Bozeman v. State
Decision Date | 11 February 1913 |
Citation | 61 So. 604,7 Ala.App. 151 |
Parties | BOZEMAN v. STATE. |
Court | Alabama Court of Appeals |
Rehearing Denied April 8, 1913
Appeal from City Court of Montgomery; Armstead Brown, Judge.
Robert H. Bozeman was convicted of an offense, and he appeals. Affirmed.
Arrington & Houghton, of Montgomery, for appellant.
R.C Brickell, Atty. Gen., and T.H. Seay, Asst. Atty. Gen., for the State.
The appellant, a resident of the city and county of Montgomery in the state of Alabama, being the owner of a motor vehicle which he operated on the public highways of the state without paying a license tax or registration fee, as required by the provisions of the Motor Vehicle Law, was convicted on an indictment charging this offense under the provisions of the act of the Legislature approved April 22, 1911, known as the Motor Vehicle Law (Acts 1911, pp. 634-650), and in prosecuting this appeal the appellant contends that the act is void, in that it offends certain constitutional requirements.
The principal argument and attack seem to be based on the contention that section 7 of the Motor Vehicle Law offends section 221 of the Constitution of the state. These sections read as follows:
This section of the Constitution means, as we read the plain language employed by the framers of the Constitution to express the meaning and purpose of the provision, that the Legislature is prohibited from enacting a law that would require the payment of one privilege tax or license fee for the benefit of the state alone, to the exclusion of the counties and municipalities; and a statute or legislative act providing for the payment of a state license tax and relieving the person, firm, corporation, or association so taxed from the payment of any and all other privilege and license taxes to the county or municipality would be repugnant to the said section 221 of the Constitution. The language of this section is plain and unambiguous, and its import may be easily be gathered from the diction, and it does not mean, and cannot fairly be construed to mean, that the Legislature is inhibited from enacting a law providing for the payment of a privilege tax or license fee to the state, counties, and municipalities in fair and reasonable proportions, and make such privilege tax or license fee the only privilege tax or license fee that can be levied or collected by the state, counties, and municipalities. The plain and evident purpose of section 221 to be gathered from a fair and reasonable interpretation of the language employed is to prevent the Legislature from discriminating against counties and municipalities by levying one privilege tax or license fee for the sole benefit of the state, to the exclusion and prejudice of the counties and municipalities. While the act in question (section 7) does not expressly in so many words designate the assessment or charge a state, county and municipal privilege tax, yet this is its evident purpose and effect, and it is in fact and effect a charge made for a state, county, and municipal privilege tax, and does not provide for the payment of a state tax only, to the exclusion and in lieu of the payment of privilege and license taxes for the benefit of counties and municipalities, but, on the contrary, this statute includes and provides for the payment of a privilege tax in fair and reasonable proportion for the benefit of the counties and municipalities as well as for the state.

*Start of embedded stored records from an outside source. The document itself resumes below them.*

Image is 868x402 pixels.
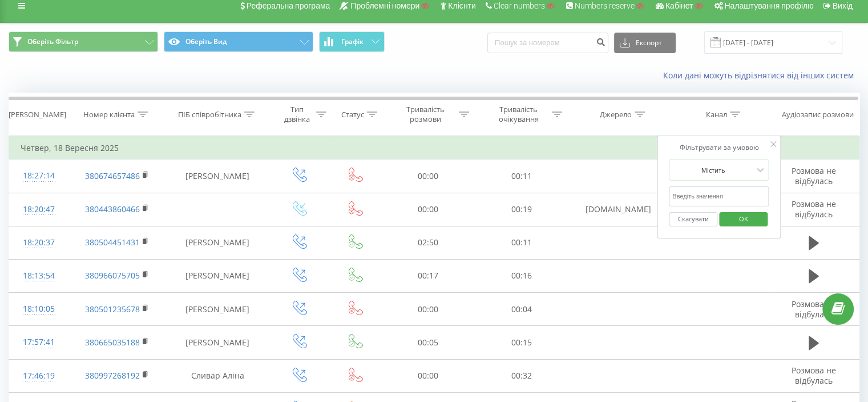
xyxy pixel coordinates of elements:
a: 380443860466 [85,203,140,215]
td: 00:11 [475,226,568,258]
div: Тривалість очікування [488,104,549,124]
a: 380966075705 [85,270,140,280]
td: [DOMAIN_NAME] [568,193,668,226]
input: Пошук за номером [488,32,608,53]
td: Четвер, 18 Вересня 2025 [9,137,860,159]
td: 00:11 [475,159,568,193]
a: 380674657486 [85,170,140,181]
td: 00:32 [475,359,568,392]
span: Розмова не відбулась [792,298,836,320]
div: [PERSON_NAME] [8,110,66,119]
div: 18:20:47 [20,198,57,221]
div: Тип дзвінка [280,104,314,124]
button: Оберіть Фільтр [8,32,158,52]
span: Кабінет [666,2,694,11]
div: 17:46:19 [20,364,57,387]
div: 18:13:54 [20,264,57,287]
a: Коли дані можуть відрізнятися вiд інших систем [663,70,860,81]
td: 00:00 [382,359,475,392]
td: [PERSON_NAME] [165,159,270,193]
span: Clear numbers [494,2,545,11]
td: [PERSON_NAME] [165,258,270,292]
span: OK [727,209,759,227]
div: 17:57:41 [20,331,57,353]
span: Вихід [833,2,853,11]
td: 00:00 [382,193,475,226]
a: 380501235678 [85,303,140,314]
button: Експорт [614,32,676,53]
td: 00:00 [382,292,475,326]
span: Розмова не відбулась [792,198,836,219]
input: Введіть значення [669,186,769,206]
div: ПІБ співробітника [178,110,242,119]
td: [PERSON_NAME] [165,292,270,326]
a: 380504451431 [85,237,140,247]
span: Налаштування профілю [724,2,813,11]
div: Канал [706,110,727,119]
td: 00:16 [475,258,568,292]
td: [PERSON_NAME] [165,326,270,359]
td: 00:17 [382,258,475,292]
a: 380997268192 [85,370,140,381]
div: Фільтрувати за умовою [669,142,769,153]
div: Аудіозапис розмови [782,110,854,119]
div: 18:27:14 [20,165,57,187]
span: Оберіть Фільтр [27,37,78,46]
span: Проблемні номери [350,2,420,11]
td: 00:04 [475,292,568,326]
td: 00:19 [475,193,568,226]
span: Розмова не відбулась [792,165,836,186]
button: OK [719,212,768,226]
div: Номер клієнта [83,110,134,119]
div: Статус [341,110,364,119]
a: 380665035188 [85,336,140,348]
span: Клієнти [448,2,476,11]
td: 00:05 [382,326,475,359]
button: Графік [319,32,385,52]
button: Скасувати [669,212,717,226]
div: Джерело [600,110,632,119]
div: 18:20:37 [20,231,57,254]
div: 18:10:05 [20,298,57,320]
span: Розмова не відбулась [792,364,836,385]
td: 00:00 [382,159,475,193]
div: Тривалість розмови [395,104,456,124]
button: Оберіть Вид [164,32,313,52]
td: Сливар Аліна [165,359,270,392]
span: Реферальна програма [247,2,331,11]
td: [PERSON_NAME] [165,226,270,258]
td: 02:50 [382,226,475,258]
span: Numbers reserve [574,2,635,11]
td: 00:15 [475,326,568,359]
span: Графік [341,38,364,45]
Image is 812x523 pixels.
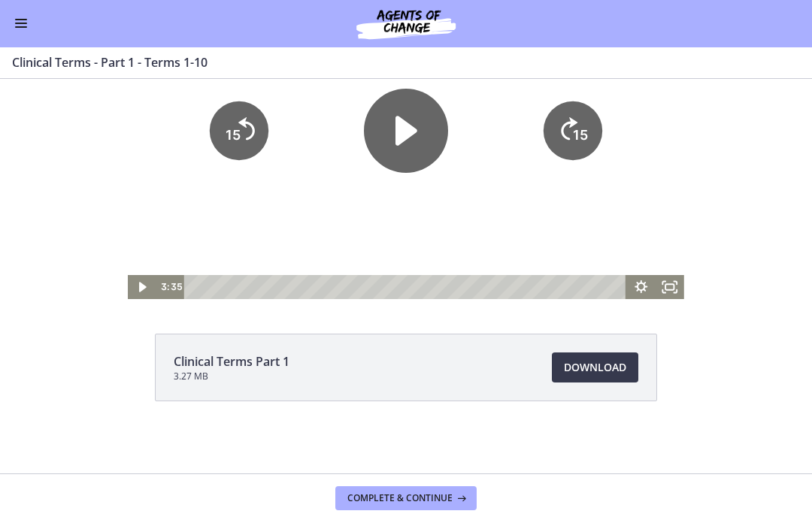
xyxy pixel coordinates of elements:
[195,288,620,313] div: Playbar
[225,140,240,157] tspan: 15
[656,288,684,313] button: Fullscreen
[335,487,476,512] button: Complete & continue
[552,353,638,384] a: Download
[174,353,289,371] span: Clinical Terms Part 1
[128,288,156,313] button: Play Video
[573,140,588,157] tspan: 15
[174,371,289,384] span: 3.27 MB
[12,15,31,33] button: Enable menu
[347,493,452,505] span: Complete & continue
[364,102,448,186] button: Play Video
[316,6,496,42] img: Agents of Change
[12,54,781,73] h3: Clinical Terms - Part 1 - Terms 1-10
[564,360,626,377] span: Download
[544,115,602,174] button: Skip ahead 15 seconds
[210,115,268,174] button: Skip back 15 seconds
[627,288,656,313] button: Show settings menu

The license or privilege tax assessed against express companies (Code 1907,§ 2086) is similar to the act in question, in that it provides for the collection of a state privilege tax and a graduated municipal privilege tax based on population, in lieu of all other taxes of whatever nature except an ad valorem tax. This section (2086) was upheld in the attack made against it in the case of City of Birmingham v. Southern Ex. Co., 164 Ala. 529, 51 So. 159. In rendering the opinion of the court in that case Mayfield, J., specifically stated that it was not necessary to pass upon the question of whether or not the statute was valid as opposed to the provisions of section 221 of the Constitution, but the learned justice said in effect in that case, however, that this constitutional provision was no doubt adopted because of the various general and local statutes (and the construction that had been placed upon them) authorizing the assessment of different and conflicting license or privilege taxes on express companies, and that a statute attempting to deal with the whole subject and definitely fixing the state and municipal license taxes in lieu of all other such taxes assessable against said companies was, no doubt, called forth to comply with this constitutional requirement. And as the Legislature is not inhibited by any constitutional restraint from levying such a privilege or license tax for the benefit of the state so long as it is not the sole tax and in lieu of all other license taxes, and as the Legislature at the same time can limit and fix the amount that shall be received by the counties and municipalities, there would seem to be no good reason that could be urged or sound logic advanced why both of these requirements for the payment of license fees or privilege taxes could not be embraced in the same act, as is done in the statutes providing for the payment of license taxes by express companies, and is done by the act in question with respect to motor vehicles.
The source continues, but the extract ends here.